Sure, his life near Concord, Massachusetts, as he describes it in Walden, was a quiet one. Thoreau “kept neither dog, cat, cow, pig, nor hens, so that you would have said there was a deficiency of domestic sounds; neither the chum, nor the spinning-wheel, nor even the singing of the kettle, nor the hissing of the urn, nor children crying, to comfort one. An old-fashioned man would have lost his senses or died of ennui before this.”

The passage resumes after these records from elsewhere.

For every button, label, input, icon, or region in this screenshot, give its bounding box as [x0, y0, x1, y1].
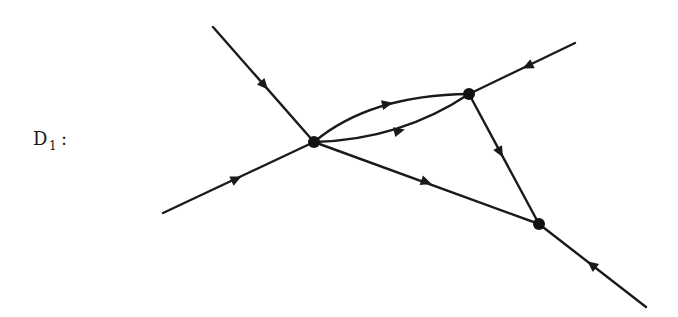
diagram-canvas: D1: [0, 0, 678, 317]
edge-internal-top-bottom [469, 94, 539, 224]
arrow-icon-top-right [520, 59, 534, 73]
vertex-bottom-right [533, 218, 545, 230]
edge-arc-upper [314, 94, 469, 142]
edge-arc-lower [314, 94, 469, 142]
edge-external-top-right [469, 43, 575, 94]
arrow-icon-left-bottom [420, 176, 434, 189]
arrow-icon-top-bottom [493, 145, 507, 159]
vertex-left [308, 136, 320, 148]
vertex-top [463, 88, 475, 100]
feynman-graph [0, 0, 678, 317]
arrow-icon-bottom-left [229, 172, 243, 186]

There is violence in the phrase. And for once I can sense it. Silence being “broken,” I mean. For the next two months or so, my life will be less quiet than I have come to live and like it of late. There will be old friends visiting in July and September, there will be travels in good company, and there will be reunions in New York and in New England this August. I shall endeavor to keep my journal all the while; but journals like this are so much easier to keep in the monotone and silence of a retiring life, a life which need not be tired or tiresome as long as there are thoughts to be spun from whatever impulses and impressions there are to be got and gathered in the everyday. Such contemplative quiet, which to some might spell disquietude, was experienced by Henry David Thoreau, who was born on this day, 12 July, in 1817.
Yet even in its remoteness, his life was still filled with the “Sounds” to which Thoreau dedicated a chapter of Walden. In it, he argues that, while “confined to books,” we are “in danger of forgetting the language which all things and events speak without metaphor, which alone is copious and standard. Much is published, but little printed.” What he found being made public were the sounds that not only surrounded but defined his everyday. During that first summer at Walden, Thoreau did not read. Instead, he looked, listened, and took in:
I had this advantage, at least, in my mode of life, over those who were obliged to look abroad for amusement, to society and the theatre, that my life itself was become my amusement and never ceased to be novel. It was a drama of many scenes and without an end.
Even then, the drama of the scheduled, orderly life of the city was penetrating the quiet woods, sounds that told of a life governed by the ticking of clocks rather than the time told by the elements and the stirrings of nature:
The whistle of the locomotive penetrates my woods summer and winter, sounding like the scream of a hawk sailing over some farmer’s yard, informing me that many restless city merchants are arriving within the circle of the town, or adventurous country traders from the other side. As they come under one horizon, they shout their warning to get off the track to the other, heard sometimes through the circles of two towns. Here come your groceries, country; your rations, countrymen! Nor is there any man so independent on his farm that he can say them nay. And here’s your pay for them! screams the countryman’s whistle; timber like long battering-rams going twenty miles an hour against the city’s walls, and chairs enough to seat all the weary and heavy-laden that dwell within them. With such huge and lumbering civility the country hands a chair to the city. All the Indian huckleberry hills are stripped, all the cranberry meadows are raked into the city. Up comes the cotton, down goes the woven cloth; up comes the silk, down goes the woollen; up come the books, but down goes the wit that writes them.
The wits writing plays for old-time radio, who often lent Walt Whitman their ear, very rarely listened to Thoreau, even though a sound effects artist might have appreciated the noise that lent rhythm to Thoreau’s seemingly disorderly existence. Perhaps, his civil disobedience went against the grain of those laboring in a mass medium whose commercial sponsors counted on conformity.
An impersonation of Thoreau was heard, however briefly, in “The Heart and the Fountain,” a radio play about his contemporary, Margaret Fuller. Produced by the Cavalcade of America it was presented on 28 April 1941—at a time when it suited American broadcasters to be quiet about the war in Europe, a time when life on a commune like Brook Farm sounded like escapism,” a Blithedale Romance to blot out thoughts of Blighty.
Getting away from modernity need not be an escape; it can be a chance to come to your senses by subjecting yourself to silence and simplicity—a challenge that, in an age of over-stimulation, may very well drive us out of our narrow minds.